Periodically I'll wake up in a panic at 3 am and become suddenly, viscerally aware of my own mortality. I feel like in regular daily life, it never really truly sinks in past a certain extent. Whereas when I'm in an in-between state (when I have a high fever, when I'm half-asleep, or having a depersonalization/derealization episode, during which my 'self' feels basically nonexistent and my body faraway) I feel my eventual death more acutely, if that makes any sense. As opposed to simply accepting it and pondering it on an intellectual level. I suspect that the closest one could come to understanding it would be via drug-induced ego death or.. I don't know, meditating in a sensory deprivation tank or something (which I for one would love to do.)

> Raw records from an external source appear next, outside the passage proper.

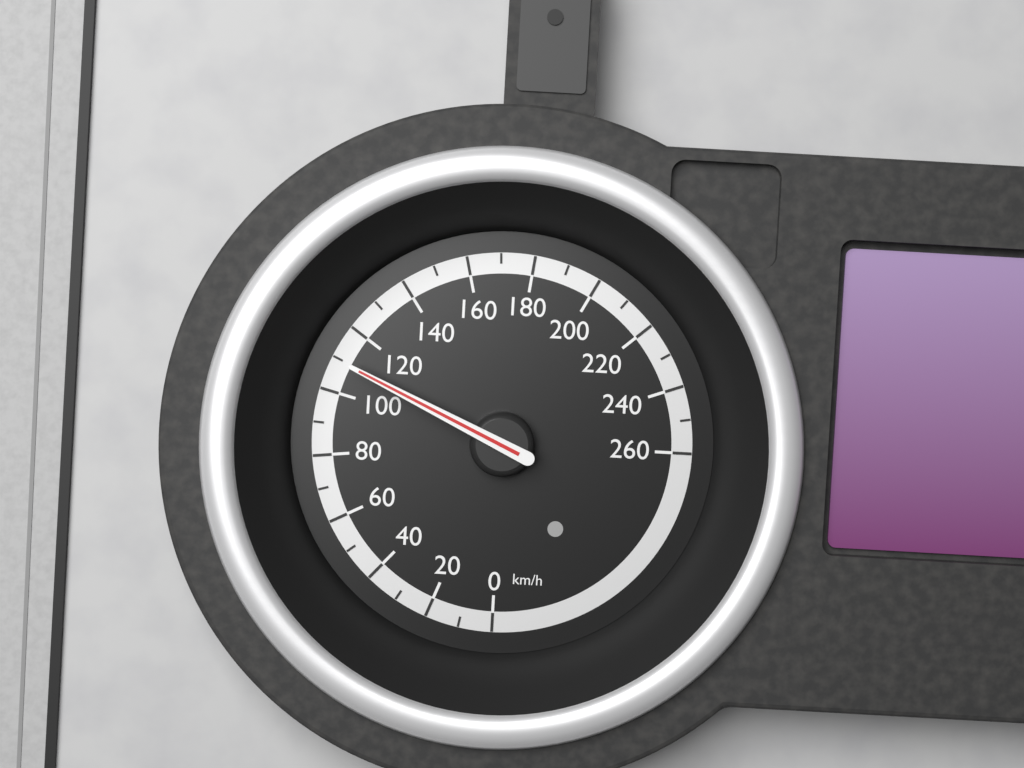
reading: 110 km/h
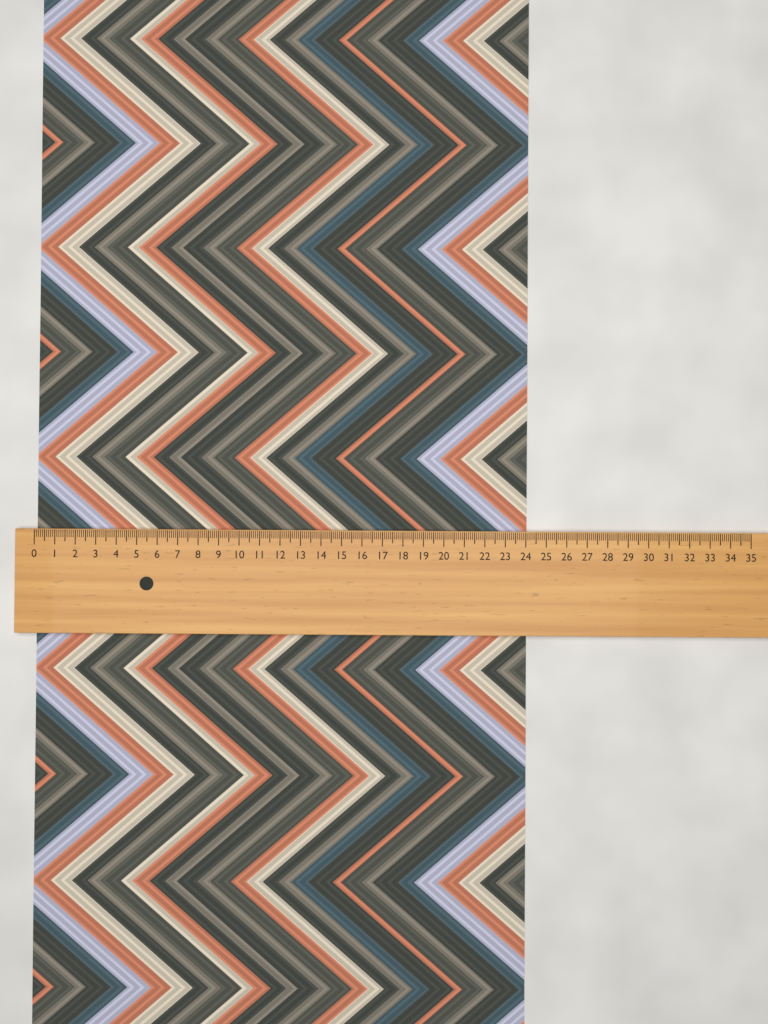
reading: 24.1 (no unit)
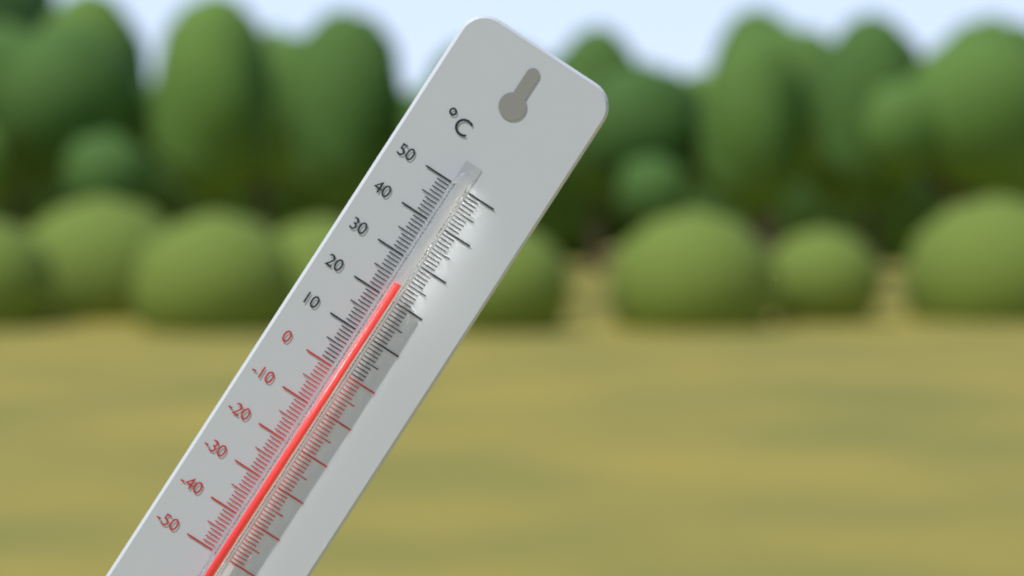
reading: 24 °C
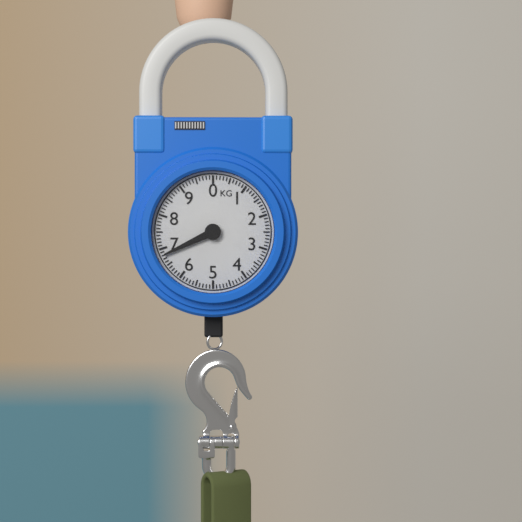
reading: 6.8 kg
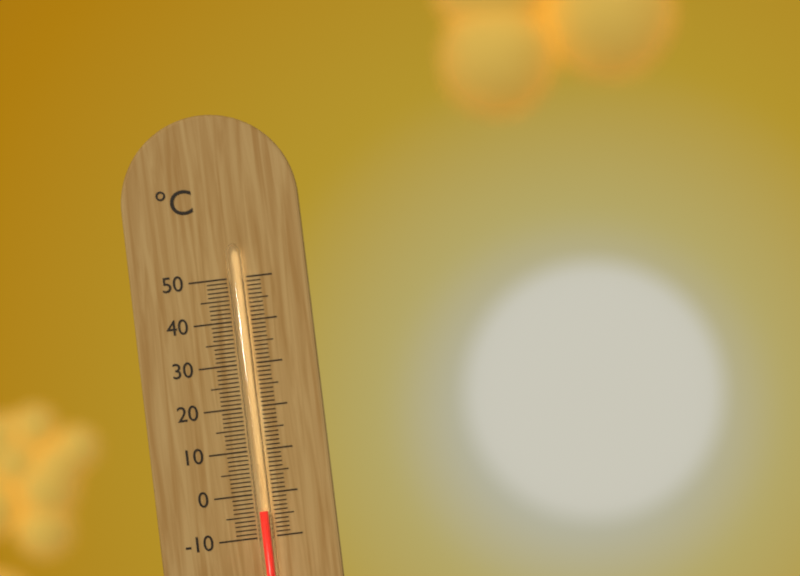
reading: -4 °C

But, anyway, for me it never sank in until my childhood best friend's mom died of brain cancer when we were 13 years old. I adored her, and it took a good few months before her death truly hit me. Before that, it felt like a dream; right after she died everything felt very quiet and faraway and I was more numbed than anything-- her death/death in general still didn't feel real.

Oh, and when I briefly worked at a nursing home I was constantly surrounded by death; death is just in the air in those places (even though no one actually died while I worked there, some of them were close to death. There was this one lady who was so, so sweet; she spoke in a high-pitched raspy voice, and always needed us to rearrange her pillows and stuffed animals 50 times per night while she smiled serenely.) So that occasionally gave me a decent amount of existential unease but not always in a bad way.

Strangely, when my grandmother died I didn't really feel anything, which sounds horrible but there you go. I was more upset when another friend's parent died, because when I'd seen him last, he kept asking me questions about death and god while he chain-smoked in the garage as if he knew on some level he would die soon, and it was heartbreaking to remember it.